Challenged to consider his own sense of maturity while mentoring a group of teenage boys, Fischer shares insights from Jewish tradition, his own thinking, and Zen Buddhist practice that allow cultivation of true maturity.
Sleeping with the Devil: How Washington Sold Our Soul for Saudi Crude by Robert Baer (2003, Crown Books)
Baer, a retired CIA case officer, served in Iraq, Dushanbe, Rabat, Beirut, Khartoum and New Delhi, handling agents that infiltrated Hizballah and al Qaeda, among others, and received the Career Intelligence Medal in 1997.
This book reveals how the US government’s cynical relationship with Saudi Arabia (as well as with Qatar), and America’s dependence on Saudi oil make us increasingly vulnerable to economic disaster and put us at risk for further acts of terrorism.
- Baer documents with chilling clarity how our addiction to cheap oil and Saudi petrodollars caused us to ignore the Al Sa’ud’s culture of bribery, its abysmal human rights record, and its financial support of fundamentalist Islamic groups that are directly linked to acts of terror.
It is the details in the book that make it outstanding. - The connection between members of the house of Saud and specific members of the political and economic elite in the United States, who receive financial subsidy from individual Saudi foundations and quasi-government agencies.
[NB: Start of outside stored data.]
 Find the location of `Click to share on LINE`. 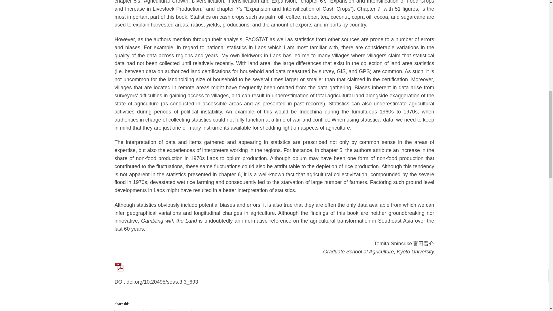

Click to share on LINE is located at coordinates (181, 310).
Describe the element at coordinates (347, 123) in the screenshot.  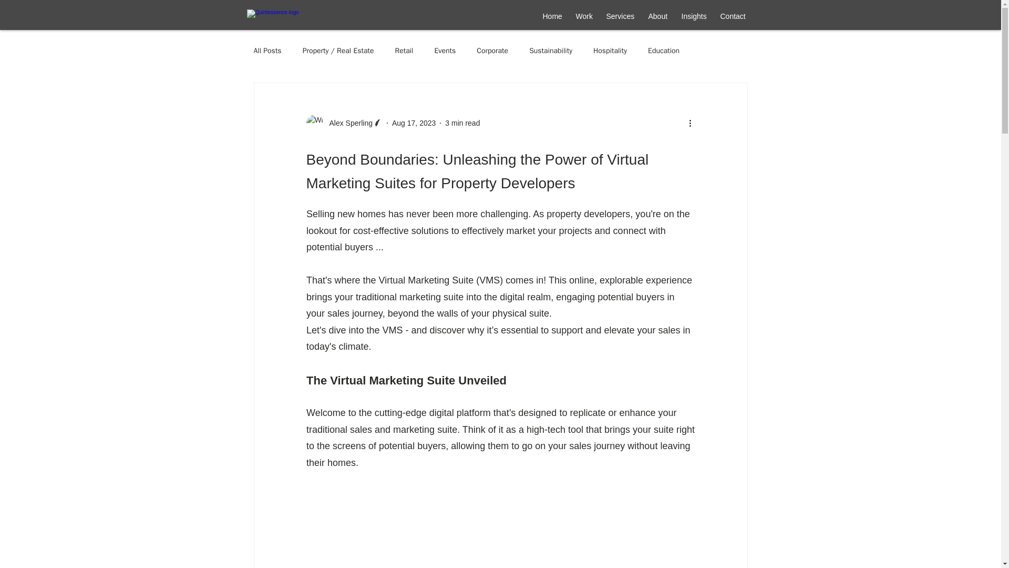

- The fact that were democracy to come to Saudi Arabia, oil to the West would very like be cut off, or go to $150/barrel; and if it does not come, demographic factors in Saudi Arabia indicate that the regime is unlikely to survive for more than another 10 years.
- The fact that the corrupt royal family members have bought off the Wahabi religious zealots in the country by pouring money into foreign madrassas that train jihadists.
You’ve read or heard the general outline before, but not in as much detail, with names named and details given. The fact that 200 terrorists with the proper plan could cause more than half of all Arabian oil exports to be halted for a full two years.
Very highly recommended.
The Cheating Culture: Why More Americans Are Doing Wrong to Get Ahead by David Callahan (2004, Harcourt Books, ISBN 0-15-101018-8, 350 pages
Callahan documents how much cheating is going on throughout society, and thinks this is a reaction against the harsh, unfettered market and unprecedented economic inequality. See The Cheating Culture.
Gag Rule: On the Suppression of Dissent and the Stifling of Democracy by Lewis H. Lapham (2004, Penguin Press, ISBN 1-59420-017-3, 178 pages)
Harper’s Magazine Editor Lapham explains how voices of protest and dissent are locked out of mainstream conversation in the United States, by simultaneous alignments of a concentrated and profit-driven media with an administration that considers civil liberties as second in importance to prosecuting a "war on terror". He’s opinionated, literate, and he is trying to give us a wake up call: sometimes corporatism, or fascism, evolves gradually over a decade or more, as the hard work of politics is abandoned by citizens busy with their private lives and the infrastructure for sustained and diverse policy debate weakens and becomes less crucial to the governing elite. Democracy in the U.S. is weaker than many think, and now is the time to act.